Review: Light Collapse – Untitled CD (Perpetual Abjection, Feb 12)

Vitaly Maklakov’s static noise on his new untitled release for Perpetual Abjection (as Light Collapse) is lo-fi, dirty, crusted, like urban grime collected on the undercarriage of an old taxi or the nameless coagulant between the seams of ancient cobblestones. No, this five-track CD does not possess the same enrapturing clarity and immersive channel arrangement as, say, Vilgoć’s recent release Granice, but that doesn’t make it any less captivating. The first piece is the longest at 16 mins (the others hover around the 8 min mark) and sets the stage for Maklakov’s minimal, earthy palette with a subdued stretch of muffled crumble. It bores into your head with a subtle but deliberate force, and will begin to eat away at your sense of time until you end up at the other end without much memory of how you got there. The coarse, unrefined nature is further constructed by the transition into the second track, which begins unassumingly with what appears to be a slow fade-in of hiss and crackle, but those slight sounds are immediately smothered by the central drone: a throaty, bassy hum that evokes a strangely detached sense of claustrophobia. The following pieces are even more unstable, loping into existence with barely any force or drive, unstable nocturnal soundscapes devoid of much for the listener to hold on to at all. PA015 is artfully anemic, challenging not our patience but instead our desire, our need for substance and weight by refusing it entirely. Wall noise broken and fatigued on a mud-encrusted sickbed.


### Work required
Give back the records that follow exactly, images excluded.
--- --- ---
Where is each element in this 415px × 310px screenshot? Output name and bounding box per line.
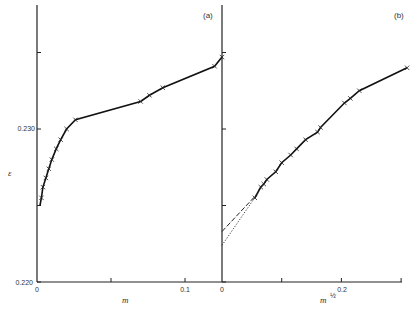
ticks <box>37 53 401 283</box>
xb-tick-label-0: 0 <box>220 286 224 293</box>
xa-tick-label-0: 0 <box>35 286 39 293</box>
y-tick-label-0230: 0.230 <box>17 125 35 132</box>
x-axis-label-b-exponent: ½ <box>330 292 336 299</box>
y-tick-label-0220: 0.220 <box>15 279 33 286</box>
panel-label-a: (a) <box>203 11 213 20</box>
axes <box>37 5 402 282</box>
x-axis-label-b: m <box>320 295 327 305</box>
xa-tick-label-01: 0.1 <box>180 286 190 293</box>
panel-label-b: (b) <box>394 11 404 20</box>
x-axis-label-a: m <box>122 295 129 305</box>
y-axis-label: ε <box>8 168 12 178</box>
chart-figure: 0.230 0.220 0 0.1 0 0.2 ε m m ½ (a) (b) <box>0 0 415 310</box>
xb-tick-label-02: 0.2 <box>337 286 347 293</box>
data-markers <box>39 55 409 200</box>
curves <box>40 57 407 245</box>
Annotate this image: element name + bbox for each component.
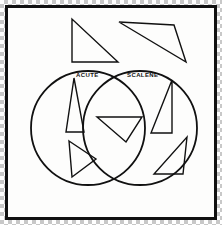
right-triangle-top-left xyxy=(72,19,118,62)
obtuse-triangle-top-right xyxy=(119,22,186,62)
tall-acute-triangle xyxy=(66,78,84,132)
intersection-triangle xyxy=(97,117,142,142)
right-triangle-scalene xyxy=(151,80,172,133)
venn-circle-right xyxy=(83,71,197,185)
venn-diagram-figure: ACUTESCALENE xyxy=(0,0,222,225)
venn-circle-left xyxy=(31,71,145,185)
diagram-canvas: ACUTESCALENE xyxy=(0,0,222,225)
triangle-shapes-layer xyxy=(66,19,187,177)
venn-circle-left-label: ACUTE xyxy=(76,72,99,78)
thin-triangle-scalene xyxy=(154,137,187,174)
venn-circle-right-label: SCALENE xyxy=(127,72,158,78)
--- --- ---
### Your response
Where is each element in this 415px × 310px screenshot? Output name and bounding box per line.
ticks <box>37 53 401 283</box>
xb-tick-label-0: 0 <box>220 286 224 293</box>
xa-tick-label-0: 0 <box>35 286 39 293</box>
y-tick-label-0230: 0.230 <box>17 125 35 132</box>
x-axis-label-b-exponent: ½ <box>330 292 336 299</box>
y-tick-label-0220: 0.220 <box>15 279 33 286</box>
panel-label-a: (a) <box>203 11 213 20</box>
axes <box>37 5 402 282</box>
x-axis-label-b: m <box>320 295 327 305</box>
xa-tick-label-01: 0.1 <box>180 286 190 293</box>
panel-label-b: (b) <box>394 11 404 20</box>
x-axis-label-a: m <box>122 295 129 305</box>
y-axis-label: ε <box>8 168 12 178</box>
chart-figure: 0.230 0.220 0 0.1 0 0.2 ε m m ½ (a) (b) <box>0 0 415 310</box>
xb-tick-label-02: 0.2 <box>337 286 347 293</box>
data-markers <box>39 55 409 200</box>
curves <box>40 57 407 245</box>
Annotate this image: element name + bbox for each component.
right-triangle-top-left xyxy=(72,19,118,62)
obtuse-triangle-top-right xyxy=(119,22,186,62)
tall-acute-triangle xyxy=(66,78,84,132)
intersection-triangle xyxy=(97,117,142,142)
right-triangle-scalene xyxy=(151,80,172,133)
venn-circle-right xyxy=(83,71,197,185)
venn-diagram-figure: ACUTESCALENE xyxy=(0,0,222,225)
venn-circle-left xyxy=(31,71,145,185)
diagram-canvas: ACUTESCALENE xyxy=(0,0,222,225)
triangle-shapes-layer xyxy=(66,19,187,177)
venn-circle-left-label: ACUTE xyxy=(76,72,99,78)
thin-triangle-scalene xyxy=(154,137,187,174)
venn-circle-right-label: SCALENE xyxy=(127,72,158,78)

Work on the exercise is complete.